Korea Teachers Pension backs foreign stocks, alts
The fast-growing Korea Teachers Pension Fund (KTPF) is raising its allocations to foreign alternative and equity investments, as the global monetary policy environment becomes more testing and trade tensions build, in line with other Korean asset owners.
KTPF increased its assets under management to $17.9 billion by the end of December 2017, up 32.4% from a year ago, according to AsianInvestor’s annual list of the biggest 300 institutional investors in Asia-Pacific. That asset growth has helped the Korean fund to leap 15 places to 225th on the AI300 ranking, published in in the June/July issue of AsianInvestor magazine.
One of the key factors driving that growth was the strong performance of Korean listed stocks. “Domestic equity was the best performing asset class last year. The time-weighted rate of return was 25.63%,” Park Dae-yang, KTPF's chief investment officer, told AsianInvestor.
But the pension fund now aims to trim its local equity allocation from 26.5% as of December 2017 to 26.1% by the end of 2018, Park said, adding that he expects the domestic stock market returns to slip to between 6% and 7% this year.
Last year's Korean market rally was part of a broader trend as stock markets globally soared during a rare period of synchronised global economic growth, John Cho, portfolio manager and country specialist for Korean equities at JP Morgan Asset Management, said.
“Korean equities are highly leveraged to the global economy, so the main driver for 2017 was the acceleration in global economic growth,” Cho told AsianInvestor.
But it will be difficult to sustain the growth momentum in 2018, Park said, “in light of growing volatilities in the domestic and international economic and financial environment due to monetary policy normalisation in developed markets and the trade war between [the US and China]".
He was referring to the escalation of tit-for-tat tariffs between the two countries as US President Donald Trump pursues a protectionist agenda and also the Federal Reserve's seven interest rate hikes since December 2015, with more still to come.
Park also had in mind the balance sheet unwinding of the US central bank as it reverses years of quantitative easing by offloading debt securities it accumulated in the wake of the global financial crisis, with the European Central Bank potentially set to follow it in the months ahead.
Altogether that has seen market volatility gauges rise.

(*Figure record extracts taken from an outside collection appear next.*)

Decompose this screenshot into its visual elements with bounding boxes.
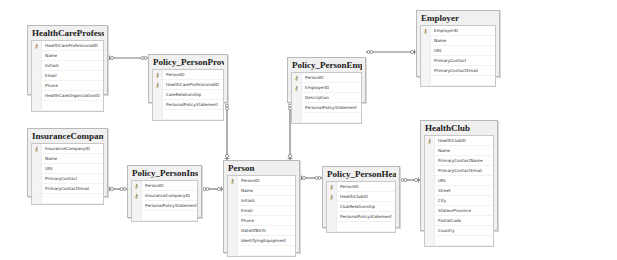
column-row[interactable]: Name bbox=[421, 36, 495, 46]
column-name: Initials bbox=[42, 61, 59, 70]
row-selector bbox=[153, 100, 163, 109]
table-employer[interactable]: Employer⚷EmployerIDNameURLPrimaryContact… bbox=[416, 10, 500, 77]
column-row[interactable]: PersonalPolicyStatement bbox=[292, 103, 361, 113]
row-selector bbox=[425, 166, 435, 175]
key-icon: ⚷ bbox=[134, 191, 138, 200]
table-policy_personinsurance[interactable]: Policy_PersonInsurance⚷PersonID⚷Insuranc… bbox=[127, 165, 202, 218]
column-row[interactable]: PrimaryContact bbox=[32, 174, 103, 184]
row-selector bbox=[228, 246, 238, 255]
column-name: PersonID bbox=[238, 176, 260, 185]
key-endpoint-icon bbox=[110, 187, 114, 192]
column-row[interactable]: ⚷PersonID bbox=[292, 73, 361, 83]
column-row[interactable]: ⚷PersonID bbox=[228, 176, 295, 186]
column-row[interactable]: DateOfBirth bbox=[228, 226, 295, 236]
infinity-endpoint-icon bbox=[141, 57, 147, 60]
table-policy_personprovider[interactable]: Policy_PersonProvider⚷PersonID⚷HealthCar… bbox=[148, 54, 228, 103]
empty-column-row[interactable] bbox=[32, 194, 103, 204]
column-row[interactable]: ⚷InsuranceCompanyID bbox=[132, 191, 197, 201]
empty-column-row[interactable] bbox=[153, 110, 223, 120]
empty-column-row[interactable] bbox=[32, 101, 103, 111]
table-policy_personhealthclub[interactable]: Policy_PersonHealthClub⚷PersonID⚷HealthC… bbox=[322, 166, 400, 228]
column-row[interactable]: PostalCode bbox=[425, 216, 493, 226]
column-row[interactable]: Phone bbox=[32, 81, 103, 91]
column-name: InsuranceCompanyID bbox=[142, 191, 190, 200]
relationship-person-policy_personinsurance[interactable] bbox=[202, 187, 223, 192]
column-row[interactable]: PrimaryContactEmail bbox=[32, 184, 103, 194]
column-row[interactable]: PrimaryContact bbox=[421, 56, 495, 66]
column-row[interactable]: ⚷PersonID bbox=[327, 182, 395, 192]
column-list: ⚷HealthClubIDNamePrimaryContactNamePrima… bbox=[424, 135, 494, 247]
column-row[interactable]: ⚷EmployerID bbox=[292, 83, 361, 93]
column-row[interactable]: ⚷HealthClubID bbox=[425, 136, 493, 146]
column-row[interactable]: ⚷HealthCareProfessionalID bbox=[32, 41, 103, 51]
primary-key-gutter: ⚷ bbox=[132, 191, 142, 200]
empty-column-row[interactable] bbox=[421, 76, 495, 86]
table-policy_personemployer[interactable]: Policy_PersonEmployer⚷PersonID⚷EmployerI… bbox=[287, 57, 366, 103]
column-row[interactable]: HealthCareOrganizationID bbox=[32, 91, 103, 101]
column-row[interactable]: PrimaryContactName bbox=[425, 156, 493, 166]
table-insurancecompany[interactable]: InsuranceCompany⚷InsuranceCompanyIDNameU… bbox=[27, 128, 108, 197]
empty-column-row[interactable] bbox=[132, 211, 197, 221]
column-name: PersonalPolicyStatement bbox=[337, 212, 392, 221]
column-row[interactable]: Street bbox=[425, 186, 493, 196]
relationship-healthclub-policy_personhealthclub[interactable] bbox=[400, 178, 420, 183]
table-person[interactable]: Person⚷PersonIDNameInitialsEmailPhoneDat… bbox=[223, 160, 300, 253]
column-row[interactable]: Initials bbox=[32, 61, 103, 71]
table-healthclub[interactable]: HealthClub⚷HealthClubIDNamePrimaryContac… bbox=[420, 120, 498, 231]
table-healthcareprofessional[interactable]: HealthCareProfessional⚷HealthCareProfess… bbox=[27, 25, 108, 95]
column-row[interactable]: Description bbox=[292, 93, 361, 103]
column-row[interactable]: Country bbox=[425, 226, 493, 236]
column-row[interactable]: Email bbox=[228, 206, 295, 216]
column-row[interactable]: Name bbox=[32, 154, 103, 164]
empty-column-row[interactable] bbox=[425, 236, 493, 246]
column-row[interactable]: ⚷PersonID bbox=[132, 181, 197, 191]
column-row[interactable]: URL bbox=[32, 164, 103, 174]
column-row[interactable]: ClubRelationship bbox=[327, 202, 395, 212]
column-name: PersonID bbox=[142, 181, 164, 190]
column-name: Description bbox=[302, 93, 329, 102]
key-endpoint-icon bbox=[217, 187, 221, 192]
column-row[interactable]: PrimaryContactEmail bbox=[421, 66, 495, 76]
column-row[interactable]: PersonalPolicyStatement bbox=[153, 100, 223, 110]
column-row[interactable]: Name bbox=[228, 186, 295, 196]
relationship-employer-policy_personemployer[interactable] bbox=[366, 50, 416, 55]
relationship-person-policy_personhealthclub[interactable] bbox=[300, 176, 322, 181]
relationship-healthcareprofessional-policy_personprovider[interactable] bbox=[108, 56, 148, 61]
column-row[interactable]: ⚷HealthCareProfessionalID bbox=[153, 80, 223, 90]
relationship-insurancecompany-policy_personinsurance[interactable] bbox=[108, 187, 127, 192]
empty-column-row[interactable] bbox=[228, 246, 295, 256]
empty-column-row[interactable] bbox=[292, 113, 361, 123]
column-row[interactable]: PrimaryContactEmail bbox=[425, 166, 493, 176]
column-row[interactable]: StateorProvince bbox=[425, 206, 493, 216]
column-row[interactable]: Email bbox=[32, 71, 103, 81]
column-name: PrimaryContactEmail bbox=[435, 166, 482, 175]
relationship-policy_personprovider-person[interactable] bbox=[225, 103, 230, 160]
column-name: Name bbox=[42, 154, 57, 163]
column-name: Street bbox=[435, 186, 451, 195]
column-row[interactable]: ⚷InsuranceCompanyID bbox=[32, 144, 103, 154]
column-row[interactable]: IdentifyingEquipment bbox=[228, 236, 295, 246]
column-row[interactable]: ⚷PersonID bbox=[153, 70, 223, 80]
column-row[interactable]: Name bbox=[32, 51, 103, 61]
column-row[interactable]: CareRelationship bbox=[153, 90, 223, 100]
column-list: ⚷EmployerIDNameURLPrimaryContactPrimaryC… bbox=[420, 25, 496, 87]
column-row[interactable]: URL bbox=[421, 46, 495, 56]
column-name: ClubRelationship bbox=[337, 202, 375, 211]
column-row[interactable]: PersonalPolicyStatement bbox=[327, 212, 395, 222]
column-row[interactable]: ⚷EmployerID bbox=[421, 26, 495, 36]
column-row[interactable]: City bbox=[425, 196, 493, 206]
row-selector bbox=[425, 186, 435, 195]
column-row[interactable]: ⚷HealthClubID bbox=[327, 192, 395, 202]
column-name: HealthClubID bbox=[435, 136, 466, 145]
column-row[interactable]: PersonalPolicyStatement bbox=[132, 201, 197, 211]
column-row[interactable]: URL bbox=[425, 176, 493, 186]
column-name: EmployerID bbox=[431, 26, 458, 35]
column-row[interactable]: Name bbox=[425, 146, 493, 156]
table-title: Policy_PersonEmployer bbox=[291, 60, 362, 71]
empty-column-row[interactable] bbox=[327, 222, 395, 232]
column-row[interactable]: Initials bbox=[228, 196, 295, 206]
infinity-endpoint-icon bbox=[203, 188, 209, 191]
column-name: PersonID bbox=[302, 73, 324, 82]
column-row[interactable]: Phone bbox=[228, 216, 295, 226]
column-name: Name bbox=[431, 36, 446, 45]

It's also hit Asian stock markets, including South Korea's, as the dollar has strengthened and capital has been encouraged to flow back to the US. As a result, the Kospi 200 index is down 8.6% year-to-date, according to Bloomberg.

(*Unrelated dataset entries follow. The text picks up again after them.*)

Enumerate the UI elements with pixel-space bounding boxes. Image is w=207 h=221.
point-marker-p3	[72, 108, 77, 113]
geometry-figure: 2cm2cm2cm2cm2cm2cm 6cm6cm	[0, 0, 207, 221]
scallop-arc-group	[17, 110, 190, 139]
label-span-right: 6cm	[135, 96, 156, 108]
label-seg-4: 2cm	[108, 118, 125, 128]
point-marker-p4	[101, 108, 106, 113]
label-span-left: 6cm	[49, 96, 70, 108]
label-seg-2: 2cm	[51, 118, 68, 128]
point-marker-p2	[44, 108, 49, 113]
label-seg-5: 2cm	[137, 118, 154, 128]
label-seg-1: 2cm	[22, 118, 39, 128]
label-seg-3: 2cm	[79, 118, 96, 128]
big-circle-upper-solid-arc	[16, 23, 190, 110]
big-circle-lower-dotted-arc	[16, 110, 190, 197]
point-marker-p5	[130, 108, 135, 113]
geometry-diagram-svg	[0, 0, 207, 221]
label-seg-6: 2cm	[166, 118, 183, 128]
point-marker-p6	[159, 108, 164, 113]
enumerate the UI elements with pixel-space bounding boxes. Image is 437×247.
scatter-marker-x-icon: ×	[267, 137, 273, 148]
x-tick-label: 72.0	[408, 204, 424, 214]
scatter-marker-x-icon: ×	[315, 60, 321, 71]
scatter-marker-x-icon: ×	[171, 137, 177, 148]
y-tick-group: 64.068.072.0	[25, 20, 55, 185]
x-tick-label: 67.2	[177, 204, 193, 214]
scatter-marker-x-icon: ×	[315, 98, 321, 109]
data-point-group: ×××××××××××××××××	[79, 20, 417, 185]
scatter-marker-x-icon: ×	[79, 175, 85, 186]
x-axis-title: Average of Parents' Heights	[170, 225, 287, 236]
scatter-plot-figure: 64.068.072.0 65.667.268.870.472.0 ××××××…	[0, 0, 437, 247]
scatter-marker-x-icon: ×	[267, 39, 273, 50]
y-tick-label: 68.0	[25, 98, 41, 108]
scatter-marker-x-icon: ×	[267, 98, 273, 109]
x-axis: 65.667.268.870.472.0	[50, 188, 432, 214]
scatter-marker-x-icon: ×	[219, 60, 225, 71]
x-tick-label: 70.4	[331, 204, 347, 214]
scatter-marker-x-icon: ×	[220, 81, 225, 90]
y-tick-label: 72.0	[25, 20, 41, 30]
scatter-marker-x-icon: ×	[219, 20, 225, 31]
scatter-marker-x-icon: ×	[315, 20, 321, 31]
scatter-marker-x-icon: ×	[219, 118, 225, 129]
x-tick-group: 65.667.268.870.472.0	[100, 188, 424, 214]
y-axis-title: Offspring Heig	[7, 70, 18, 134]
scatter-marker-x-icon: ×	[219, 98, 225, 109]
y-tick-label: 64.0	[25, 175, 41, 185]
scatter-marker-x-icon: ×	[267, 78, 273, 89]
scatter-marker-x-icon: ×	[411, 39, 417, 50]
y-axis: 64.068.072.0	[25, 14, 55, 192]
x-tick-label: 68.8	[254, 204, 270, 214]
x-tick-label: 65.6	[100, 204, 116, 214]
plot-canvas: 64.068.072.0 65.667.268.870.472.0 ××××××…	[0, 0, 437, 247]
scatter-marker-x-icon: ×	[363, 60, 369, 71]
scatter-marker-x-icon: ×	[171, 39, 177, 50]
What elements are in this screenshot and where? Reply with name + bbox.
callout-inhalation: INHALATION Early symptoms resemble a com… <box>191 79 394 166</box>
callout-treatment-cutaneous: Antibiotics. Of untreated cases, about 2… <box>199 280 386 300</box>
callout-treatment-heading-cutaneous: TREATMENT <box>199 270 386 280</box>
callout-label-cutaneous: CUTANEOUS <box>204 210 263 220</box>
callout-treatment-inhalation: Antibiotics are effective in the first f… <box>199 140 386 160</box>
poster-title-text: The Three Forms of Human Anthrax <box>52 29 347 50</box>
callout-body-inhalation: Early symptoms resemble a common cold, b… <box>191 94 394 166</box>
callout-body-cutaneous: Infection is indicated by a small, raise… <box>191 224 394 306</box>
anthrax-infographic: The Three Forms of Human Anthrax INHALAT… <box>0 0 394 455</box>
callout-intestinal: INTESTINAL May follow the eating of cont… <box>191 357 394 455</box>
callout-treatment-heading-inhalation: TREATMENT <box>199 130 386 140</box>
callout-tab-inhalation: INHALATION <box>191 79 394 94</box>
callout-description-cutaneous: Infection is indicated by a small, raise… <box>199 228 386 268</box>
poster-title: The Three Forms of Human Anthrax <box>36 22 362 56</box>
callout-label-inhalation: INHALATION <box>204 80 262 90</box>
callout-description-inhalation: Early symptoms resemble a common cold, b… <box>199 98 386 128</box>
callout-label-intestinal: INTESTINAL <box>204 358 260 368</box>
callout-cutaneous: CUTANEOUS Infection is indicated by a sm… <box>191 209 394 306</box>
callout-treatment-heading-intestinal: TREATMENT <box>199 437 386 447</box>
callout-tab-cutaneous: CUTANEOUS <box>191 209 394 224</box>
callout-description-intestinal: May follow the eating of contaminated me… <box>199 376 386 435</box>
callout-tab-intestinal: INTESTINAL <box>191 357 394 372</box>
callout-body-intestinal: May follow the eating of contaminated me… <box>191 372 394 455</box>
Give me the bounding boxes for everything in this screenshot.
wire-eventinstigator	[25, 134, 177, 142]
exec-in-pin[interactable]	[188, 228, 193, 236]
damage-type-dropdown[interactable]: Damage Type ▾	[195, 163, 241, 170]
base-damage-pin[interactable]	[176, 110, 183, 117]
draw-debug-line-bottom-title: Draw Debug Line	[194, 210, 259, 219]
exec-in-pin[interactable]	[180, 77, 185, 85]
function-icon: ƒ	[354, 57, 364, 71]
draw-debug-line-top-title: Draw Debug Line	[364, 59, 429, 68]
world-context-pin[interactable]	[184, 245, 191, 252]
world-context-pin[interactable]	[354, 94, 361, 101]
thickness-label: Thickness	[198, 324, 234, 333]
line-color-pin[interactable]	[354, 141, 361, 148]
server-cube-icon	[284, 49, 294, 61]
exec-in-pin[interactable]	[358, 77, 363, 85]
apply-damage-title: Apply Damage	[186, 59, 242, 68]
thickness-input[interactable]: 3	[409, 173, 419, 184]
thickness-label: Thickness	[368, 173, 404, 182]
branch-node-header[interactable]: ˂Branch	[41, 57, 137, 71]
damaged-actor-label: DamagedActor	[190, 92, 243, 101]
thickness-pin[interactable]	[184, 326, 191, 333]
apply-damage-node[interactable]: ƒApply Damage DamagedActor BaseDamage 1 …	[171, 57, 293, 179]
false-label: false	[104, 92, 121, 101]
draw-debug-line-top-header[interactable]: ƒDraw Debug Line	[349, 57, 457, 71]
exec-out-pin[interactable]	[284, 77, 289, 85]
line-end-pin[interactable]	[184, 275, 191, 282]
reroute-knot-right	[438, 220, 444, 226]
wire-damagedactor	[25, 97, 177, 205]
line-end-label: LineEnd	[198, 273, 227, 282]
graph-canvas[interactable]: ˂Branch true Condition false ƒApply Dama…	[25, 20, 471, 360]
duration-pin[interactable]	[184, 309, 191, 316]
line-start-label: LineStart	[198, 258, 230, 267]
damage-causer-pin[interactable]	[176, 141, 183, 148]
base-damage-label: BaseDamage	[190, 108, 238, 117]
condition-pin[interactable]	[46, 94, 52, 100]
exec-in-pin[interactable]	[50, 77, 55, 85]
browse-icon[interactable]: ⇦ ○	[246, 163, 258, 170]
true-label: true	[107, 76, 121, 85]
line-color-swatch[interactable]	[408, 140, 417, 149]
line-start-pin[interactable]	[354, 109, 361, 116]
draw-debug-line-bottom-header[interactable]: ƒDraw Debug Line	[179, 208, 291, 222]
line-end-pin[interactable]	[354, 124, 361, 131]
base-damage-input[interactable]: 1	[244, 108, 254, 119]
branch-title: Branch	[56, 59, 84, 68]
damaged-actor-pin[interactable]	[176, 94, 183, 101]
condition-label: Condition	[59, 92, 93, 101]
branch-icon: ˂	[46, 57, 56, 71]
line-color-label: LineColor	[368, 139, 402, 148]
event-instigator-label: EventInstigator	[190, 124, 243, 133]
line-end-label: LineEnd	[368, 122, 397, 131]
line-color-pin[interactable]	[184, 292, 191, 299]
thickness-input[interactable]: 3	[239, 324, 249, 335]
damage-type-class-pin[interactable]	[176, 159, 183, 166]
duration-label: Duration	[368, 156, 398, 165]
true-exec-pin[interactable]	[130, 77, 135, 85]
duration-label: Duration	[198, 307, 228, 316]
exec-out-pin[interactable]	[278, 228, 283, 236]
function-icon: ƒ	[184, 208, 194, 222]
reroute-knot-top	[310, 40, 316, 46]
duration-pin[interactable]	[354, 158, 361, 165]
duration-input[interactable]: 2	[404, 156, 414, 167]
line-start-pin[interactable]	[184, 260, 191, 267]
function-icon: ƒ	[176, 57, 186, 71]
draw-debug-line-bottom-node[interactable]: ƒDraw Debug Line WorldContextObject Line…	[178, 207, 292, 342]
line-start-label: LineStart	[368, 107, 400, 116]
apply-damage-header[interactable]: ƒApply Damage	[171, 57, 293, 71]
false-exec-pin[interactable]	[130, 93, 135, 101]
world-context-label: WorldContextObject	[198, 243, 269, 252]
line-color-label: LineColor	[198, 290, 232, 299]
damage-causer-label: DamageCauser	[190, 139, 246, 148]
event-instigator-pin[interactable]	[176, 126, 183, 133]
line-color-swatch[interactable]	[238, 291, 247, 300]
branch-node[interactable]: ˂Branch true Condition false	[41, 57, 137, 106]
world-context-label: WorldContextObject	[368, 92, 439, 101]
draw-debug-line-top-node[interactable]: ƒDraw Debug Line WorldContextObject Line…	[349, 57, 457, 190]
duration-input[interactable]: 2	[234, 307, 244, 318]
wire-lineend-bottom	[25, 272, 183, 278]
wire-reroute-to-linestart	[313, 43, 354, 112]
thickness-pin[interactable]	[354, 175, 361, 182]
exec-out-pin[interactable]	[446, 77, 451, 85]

On July 12, Korean central bank the Bank of Korea downgraded its domestic economic growth forecast for 2018 to 2.9% from 3.0% in its April outlook. The report cited subdued domestic labour market conditions, including increasing unemployment rate forecasts, and the potential impact of the US-China trade conflict on Korean exports as risks on the Korean economy.
It is against that backdrop
that KTPF is seeking to increase exposure to overseas assets.“We will increase the foreign equity and foreign alternative investment asset classes to improve diversification and enhance the portfolio return,” Park said.

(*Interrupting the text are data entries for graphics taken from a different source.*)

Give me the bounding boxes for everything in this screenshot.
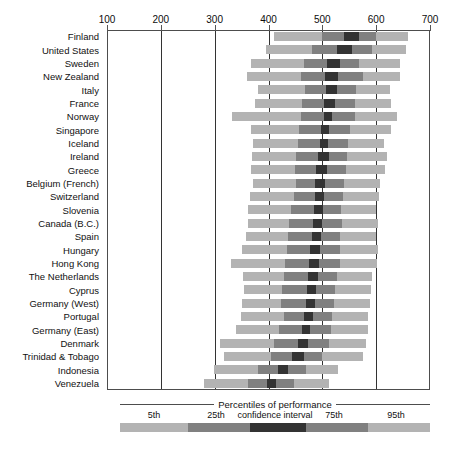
segment-75th-95th [350, 125, 391, 134]
segment-25th-ci [288, 232, 312, 241]
segment-25th-ci [296, 179, 315, 188]
segment-ci-75th [337, 85, 356, 94]
chart-row [107, 217, 430, 230]
segment-75th-95th [335, 285, 371, 294]
chart-row [107, 43, 430, 56]
segment-75th-95th [340, 232, 377, 241]
chart-row [107, 257, 430, 270]
percentile-chart: 100200300400500600700 FinlandUnited Stat… [0, 0, 459, 449]
segment-ci [337, 45, 353, 54]
segment-ci [307, 285, 316, 294]
segment-ci [302, 325, 311, 334]
chart-row [107, 150, 430, 163]
segment-75th-95th [359, 59, 400, 68]
segment-ci-75th [319, 259, 339, 268]
segment-25th-ci [248, 379, 267, 388]
country-label-canada-b-c: Canada (B.C.) [38, 218, 99, 229]
legend-title-row: Percentiles of performance [120, 398, 430, 410]
segment-ci-75th [329, 152, 347, 161]
segment-ci [306, 299, 315, 308]
chart-row [107, 230, 430, 243]
percentile-bar [214, 365, 339, 374]
segment-ci [313, 219, 323, 228]
country-label-the-netherlands: The Netherlands [29, 271, 99, 282]
percentile-bar [248, 219, 378, 228]
segment-75th-95th [340, 259, 377, 268]
segment-75th-95th [344, 179, 380, 188]
segment-5th-25th [243, 272, 284, 281]
legend-segment-5th [120, 423, 188, 432]
country-label-greece: Greece [68, 165, 99, 176]
segment-25th-ci [282, 285, 307, 294]
segment-5th-25th [251, 125, 298, 134]
segment-5th-25th [248, 219, 289, 228]
percentile-bar [220, 339, 366, 348]
segment-ci [315, 179, 325, 188]
segment-75th-95th [329, 339, 367, 348]
segment-ci-75th [324, 192, 343, 201]
segment-ci-75th [359, 32, 376, 41]
segment-25th-ci [281, 299, 306, 308]
segment-25th-ci [302, 99, 324, 108]
legend-segment-ci [250, 423, 306, 432]
percentile-bar [246, 232, 376, 241]
country-label-singapore: Singapore [56, 125, 99, 136]
segment-5th-25th [258, 85, 305, 94]
segment-25th-ci [298, 139, 320, 148]
segment-75th-95th [332, 312, 368, 321]
segment-75th-95th [340, 245, 378, 254]
segment-ci-75th [325, 179, 344, 188]
segment-25th-ci [295, 165, 316, 174]
segment-ci [304, 312, 313, 321]
bars-layer [107, 30, 430, 390]
legend-tick-5th: 5th [148, 410, 161, 421]
segment-75th-95th [294, 379, 328, 388]
percentile-bar [253, 179, 380, 188]
percentile-bar [242, 245, 379, 254]
segment-75th-95th [347, 152, 387, 161]
legend-tick-75th: 75th [325, 410, 343, 421]
segment-ci [278, 365, 288, 374]
segment-5th-25th [266, 45, 312, 54]
percentile-bar [253, 139, 383, 148]
country-label-germany-west: Germany (West) [29, 298, 99, 309]
segment-5th-25th [242, 299, 282, 308]
chart-row [107, 83, 430, 96]
segment-ci-75th [352, 45, 371, 54]
segment-ci-75th [327, 165, 346, 174]
segment-25th-ci [271, 352, 293, 361]
segment-5th-25th [246, 232, 288, 241]
segment-5th-25th [244, 285, 283, 294]
chart-row [107, 310, 430, 323]
segment-ci [309, 259, 319, 268]
segment-ci-75th [313, 312, 332, 321]
chart-row [107, 57, 430, 70]
x-axis-tick-labels: 100200300400500600700 [0, 14, 459, 28]
segment-ci [298, 339, 308, 348]
segment-75th-95th [342, 219, 379, 228]
segment-5th-25th [252, 152, 296, 161]
percentile-bar [204, 379, 329, 388]
country-label-hong-kong: Hong Kong [51, 258, 99, 269]
segment-ci-75th [310, 325, 330, 334]
legend-tick-labels: 5th25thconfidence interval75th95th [120, 410, 430, 422]
country-label-slovenia: Slovenia [63, 205, 99, 216]
country-label-france: France [69, 98, 99, 109]
chart-row [107, 350, 430, 363]
x-axis-tickmark-400 [269, 25, 270, 31]
segment-75th-95th [343, 192, 379, 201]
segment-5th-25th [253, 139, 298, 148]
chart-row [107, 283, 430, 296]
segment-ci-75th [323, 205, 340, 214]
x-axis-tickmark-700 [430, 25, 431, 31]
x-axis-tickmark-200 [161, 25, 162, 31]
legend-gradient-bar [120, 423, 430, 432]
segment-ci-75th [315, 299, 334, 308]
segment-5th-25th [224, 352, 270, 361]
segment-5th-25th [220, 339, 274, 348]
segment-5th-25th [204, 379, 248, 388]
country-label-iceland: Iceland [68, 138, 99, 149]
segment-25th-ci [301, 72, 325, 81]
segment-ci [315, 192, 324, 201]
segment-5th-25th [232, 112, 301, 121]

The pension fund is aiming to increase its foreign equities allocation slightly to 13.4% by the end of 2018, from 13.1% at the end of 2017, and it expects returns of about 7.05%, he added.
The expected return is lower than the 16.09% time-weighted rate of return that KTPF saw from foreign equities in 2017, data from its website shows.
The increase in allocation is part of a five-year strategic plan to lift allocation to foreign equities to about 14.7% from 2018 to 2022.
KOREAN TREND
Reducing allocations to Korean stocks while raising overseas equity allocations is generally in line with the investment behaviour of other Korean institutional investors, John Park, head of Korea institutional business at JP Morgan AM, said.
“Korean institutional investors’ investible assets are growing, while the investment opportunity set in Korea tends to be limited,” Park told AsianInvestor.
Korea's economy is dominated by large family-run, multinational conglomerates known as chaebols. The five largest chaebols alone – Samsung, SK Group, Hyundai, LG and Lotte – account for more than 50% of the Kospi 200's market cap, and that can limit how much a Korean investor can diversify their portfolio domestically.
So with an eye on diversifying portfolios and seeking higher returns while reducing volatility, institutional investors in Korea are increasingly looking at overseas opportunities, Park said.
That includes overseas alternatives. KTPF’s target allocation to such assets is 7% by the end of 2018, up from 5.6% at the end of 2017, with an expected return of 4.29% annually, Park said.
“[The fund] has interests in European and American infrastructure, real estate, private debt and private equity,” he added.
By 2022 the pension fund is targeting a 9.8% allocation to foreign alternatives. Over the same period it aims to lift its overall allocation to alternatives to 21.7% in the same time period, from 17.7% at the end of 2017.
There's a definite trend among Korean institutional investors towards foreign alternatives, Shin Hyun-jang, head manager of the Police Mutual Aid Association’s (PMAA) financial investment division, said on a panel at AsianInvestor’s Korea Institutional Forum last month.
PMAA said last year that it wanted to increase its exposure to foreign alternatives and stocks, boosting its allocation to alternatives to at least 20% in the medium to long term from 15%, as well as doubling the foreign equities allocation to 2%.
The Public Officials Benefit Association (Poba), with more than 50% of its AUM in alternative assets, invested $70 million to $80 million into US-listed real estate investment trusts (Reits) in 2018, after having no Reit holdings last year.
AndKorean Teachers Credit Union (KTCU) said in June that it is looking at mezzanine financing and direct loans to corporates, and that its alternatives allocation, which includes infrastructure, loans, private equity, and real estate, accounted for about 40% of its overall portfolio.